[[ Data provided, beginning ]]
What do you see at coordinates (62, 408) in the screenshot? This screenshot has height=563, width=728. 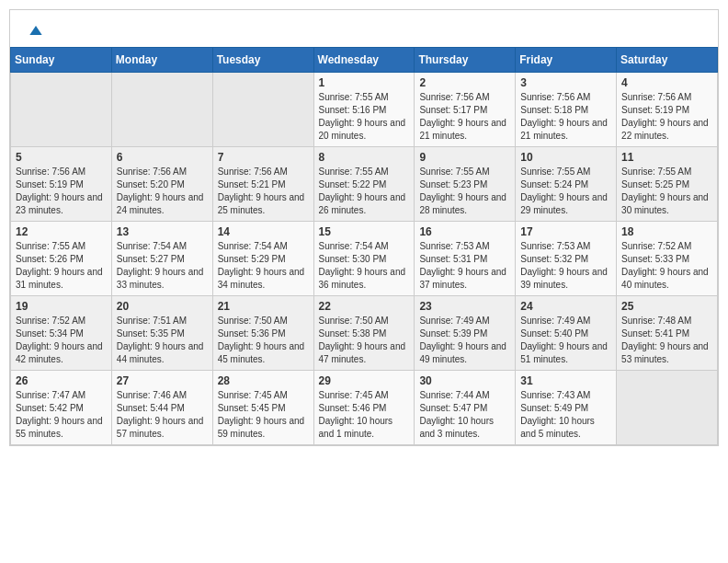 I see `day-cell: 26Sunrise: 7:47 AMSunset: 5:42 PMDayligh…` at bounding box center [62, 408].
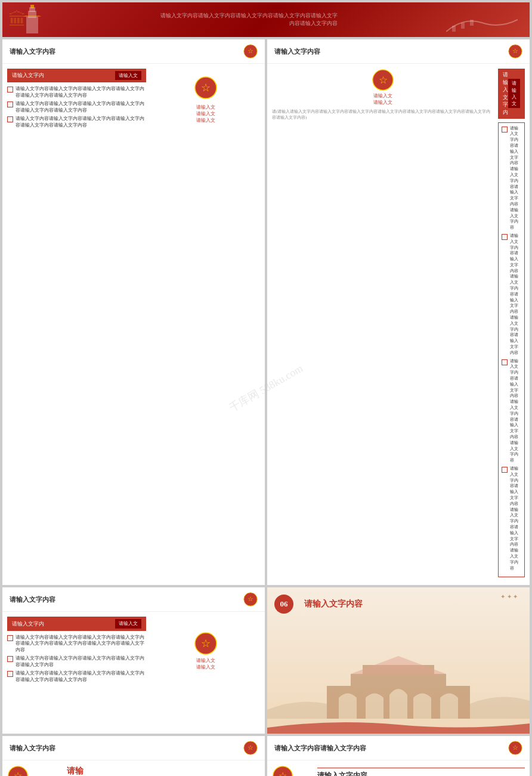 The image size is (532, 776). Describe the element at coordinates (383, 80) in the screenshot. I see `party-logo-3: ☆` at that location.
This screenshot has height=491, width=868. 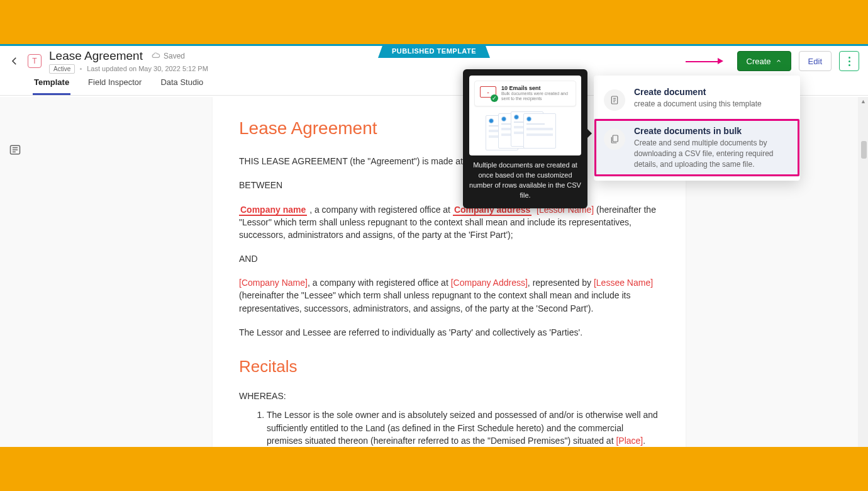 I want to click on tab-template: Template, so click(x=52, y=86).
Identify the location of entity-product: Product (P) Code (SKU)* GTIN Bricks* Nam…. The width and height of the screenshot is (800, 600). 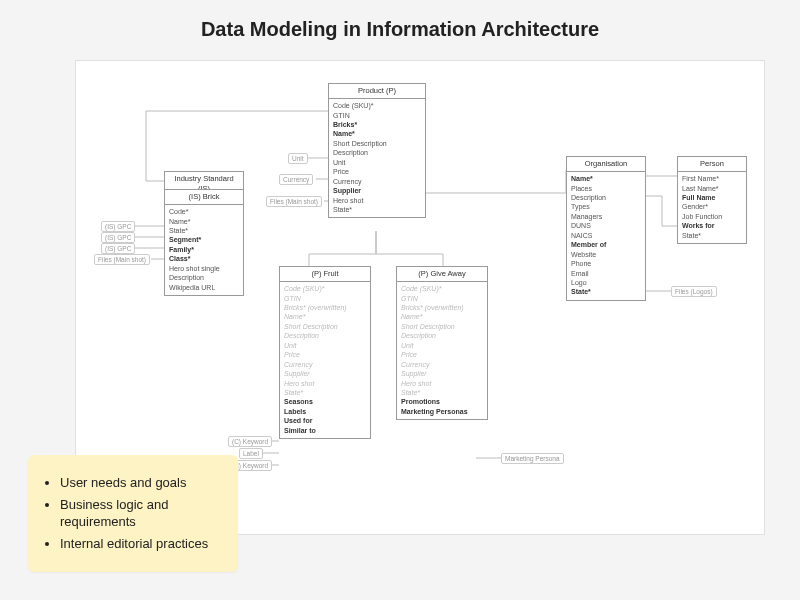
(377, 150).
[[ Data provided, end ]]
→ **Exercise prompt**:
Could you write out exactly the lines running from the one with "Identify the location" through the last line of the data above, both ends kept, and omit any picture?

→ **Answer box**:
Identify the location of entity-product: Product (P) Code (SKU)* GTIN Bricks* Nam…. The width and height of the screenshot is (800, 600). 
(377, 150).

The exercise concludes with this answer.